The MN Movie Man

Movie Review ~ Seeking Mavis Beacon

Seeking Mavis Beacon

Synopsis: Mavis Beacon Teaches Typing was educational software that taught millions globally, but the program’s Haitian-born cover model vanished decades ago. Two DIY investigators search for the unsung cultural icon, while questioning notions of digital security, AI, and Black representation in the digital realm
Stars: Jazmin Jones, Olivia McKayla Ross
Director: Jazmin Jones
Rated: NR
Running Length: 102 minutes

Review:

Mrs. Evie Swanson.  I’ll never forget that name because she was our teacher for “Keyboard,” a course in our coveted computer lab when I was in grade school.  Before we could play The Oregon Trail, Number Munchers, or Where in the World is Carmen Sandiego?, we had to pass Mrs. Swanson’s methodical Keyboard course.  Staring at that black screen with harsh green characters, I still hear her voice: “G….R….G….R.  Now, change to H…U….H….U.  Now, change to G…V…H…N.”  For someone who picked things up quickly and struggled with focusing, I was already blazing through full sentences and trying to make my friends laugh.  I’d often not notice Mrs. Swanson standing behind me until I could feel her spindly fingers on my shoulders as she announced to the class, “Joseph is again…typing too fast.”

This was the late ’80s, and another name likely stands out for those who grew up without a Mrs. Swanson: Mavis Beacon.  She was the poised typing tutor of computer labs, the face of Mavis Beacon Teaches Typing that guided countless fingers across home rows and spacebars.  But was she ever a real person?  Mavis’s face certainly was, although the mystery around her appearance in the program and marketing materials was hazy. In Seeking Mavis Beacon, director Jazmin Jones and co-creator Olivia McKayla Ross explore this question in a genre-bending documentary that blurs the lines between myth and tech history.

Beginning as a quirky investigative documentary that plays like a true-crime podcast come to life, it transforms into a deeper exploration of Black women throughout our digital history.  The face of Mavis, a Haitian woman named Renée L’Espérance, was paid just $500 for her likeness in 1987, and after settling a later lawsuit with the company, she disappeared from public view, replaced by a vague composite. How an obscure software character was essentially erased from the record books may seem trivial to some, but its cultural significance raises larger questions of representation in this new era of virtual assistants like Siri and Alexa. 
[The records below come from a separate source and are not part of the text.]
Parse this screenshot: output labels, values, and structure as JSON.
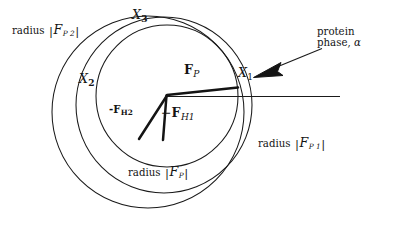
{
  "figure": {
    "kind": "harker-phase-diagram",
    "title_visible": false,
    "background_color": "#ffffff",
    "stroke_color": "#1a1a1a",
    "width": 403,
    "height": 252
  },
  "labels": {
    "radius_fp2": {
      "prefix": "radius",
      "bar_open": "|",
      "symbol": "F",
      "sub": "P 2",
      "bar_close": "|"
    },
    "radius_fp1": {
      "prefix": "radius",
      "bar_open": "|",
      "symbol": "F",
      "sub": "P 1",
      "bar_close": "|"
    },
    "radius_fp": {
      "prefix": "radius",
      "bar_open": "|",
      "symbol": "F",
      "sub": "P",
      "bar_close": "|"
    },
    "x1": {
      "symbol": "X",
      "sub": "1"
    },
    "x2": {
      "symbol": "X",
      "sub": "2"
    },
    "x3": {
      "symbol": "X",
      "sub": "3"
    },
    "fp_vector": {
      "symbol": "F",
      "sub": "P"
    },
    "fh1_vector": {
      "sign": "−",
      "symbol": "F",
      "sub": "H1"
    },
    "fh2_vector": {
      "sign": "-",
      "symbol": "F",
      "sub": "H2"
    },
    "protein_phase": {
      "line1": "protein",
      "line2_prefix": "phase,",
      "line2_symbol": "α"
    }
  },
  "geometry": {
    "circle_fp": {
      "cx": 167,
      "cy": 96,
      "r": 71,
      "name": "radius |F_P|"
    },
    "circle_fp1": {
      "cx": 164,
      "cy": 105,
      "r": 88,
      "name": "radius |F_P1|"
    },
    "circle_fp2": {
      "cx": 148,
      "cy": 112,
      "r": 96,
      "name": "radius |F_P2|"
    },
    "origin": {
      "x": 167,
      "y": 96
    },
    "intersection_x1": {
      "x": 238,
      "y": 88
    },
    "intersection_x2": {
      "x": 101,
      "y": 81
    },
    "intersection_x3": {
      "x": 150,
      "y": 31
    },
    "baseline": {
      "x1": 167,
      "y1": 96,
      "x2": 340,
      "y2": 96
    },
    "vector_fp": {
      "x1": 167,
      "y1": 96,
      "x2": 238,
      "y2": 88
    },
    "vector_fh1": {
      "x1": 167,
      "y1": 96,
      "x2": 163,
      "y2": 140
    },
    "vector_fh2": {
      "x1": 167,
      "y1": 96,
      "x2": 139,
      "y2": 139
    },
    "pointer_arrow": {
      "tail_x": 322,
      "tail_y": 49,
      "head_x": 255,
      "head_y": 76
    }
  }
}
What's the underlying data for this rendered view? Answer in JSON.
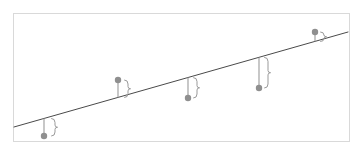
{
  "figure": {
    "kind": "residual-scatter-diagram",
    "title": "",
    "background_color": "#ffffff",
    "frame": {
      "border_color": "#d9d9d9",
      "border_width": 1,
      "x": 13,
      "y": 13,
      "width": 337,
      "height": 129
    },
    "regression_line": {
      "label": "",
      "color": "#4a4a4a",
      "width": 1,
      "x1": 14,
      "y1": 127,
      "x2": 348,
      "y2": 32
    },
    "marker": {
      "color": "#8f8f8f",
      "radius": 3.2
    },
    "stem": {
      "color": "#9a9a9a",
      "width": 1.1
    },
    "brace": {
      "color": "#9a9a9a",
      "width": 1.0
    }
  },
  "chart_data": {
    "type": "scatter",
    "title": "",
    "xlabel": "",
    "ylabel": "",
    "grid": false,
    "legend": "none",
    "annotations": [
      "brace-residual-1",
      "brace-residual-2",
      "brace-residual-3",
      "brace-residual-4",
      "brace-residual-5"
    ],
    "points": [
      {
        "label": "p1",
        "x": 44,
        "y": 136,
        "line_y": 118.5,
        "residual": -17.5,
        "side": "below",
        "brace_x": 55
      },
      {
        "label": "p2",
        "x": 118,
        "y": 80,
        "line_y": 97.5,
        "residual": 17.5,
        "side": "above",
        "brace_x": 128
      },
      {
        "label": "p3",
        "x": 188,
        "y": 98,
        "line_y": 77.6,
        "residual": -20.4,
        "side": "below",
        "brace_x": 197
      },
      {
        "label": "p4",
        "x": 259,
        "y": 88,
        "line_y": 57.4,
        "residual": -30.6,
        "side": "below",
        "brace_x": 268
      },
      {
        "label": "p5",
        "x": 315,
        "y": 32,
        "line_y": 41.5,
        "residual": 9.5,
        "side": "above",
        "brace_x": 324
      }
    ],
    "regression_line_endpoints": {
      "x1": 14,
      "y1": 127,
      "x2": 348,
      "y2": 32
    },
    "note": "Each point is joined to the fitted line by a vertical stem; a curly brace marks the residual length."
  }
}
Jones and Ross use a mixture of methods to track down L’Espérance, acting as “e-girl detectives” that pursue digital archives and conduct interviews with those involved with the original program design.  A playful visual style and charismatic narration set this apart from your traditional documentary, though it can stray into a conspiratorial tone that feels more personal than proven.  While the central mystery around L’Espérance and Mavis Beacon is engaging, the frequent shift to focus on the filmmakers themselves can slow the film’s pace, upsetting the delicate balance between their passion and our perspective.

Even with the occasional tangent, Seeking Mavis Beacon plays like an offbeat look into the ever-evolving ethics of technology and why Black women’s contributions to its history are so often ignored.  Mavis Beacon (the person and the program) are a distant memory to most, and by the end, Jones and Ross have left us with a moving reflection on how we think about the past and why forces beyond our control can shape those memories.  The filmmakers are telling us that we are responsible for correcting these oversights; now it’s our job to ensure these essential contributors aren’t forgotten.

(Mrs. Swanson, wherever you are, I still type too fast but rarely mess up the G/R/H/U keys.)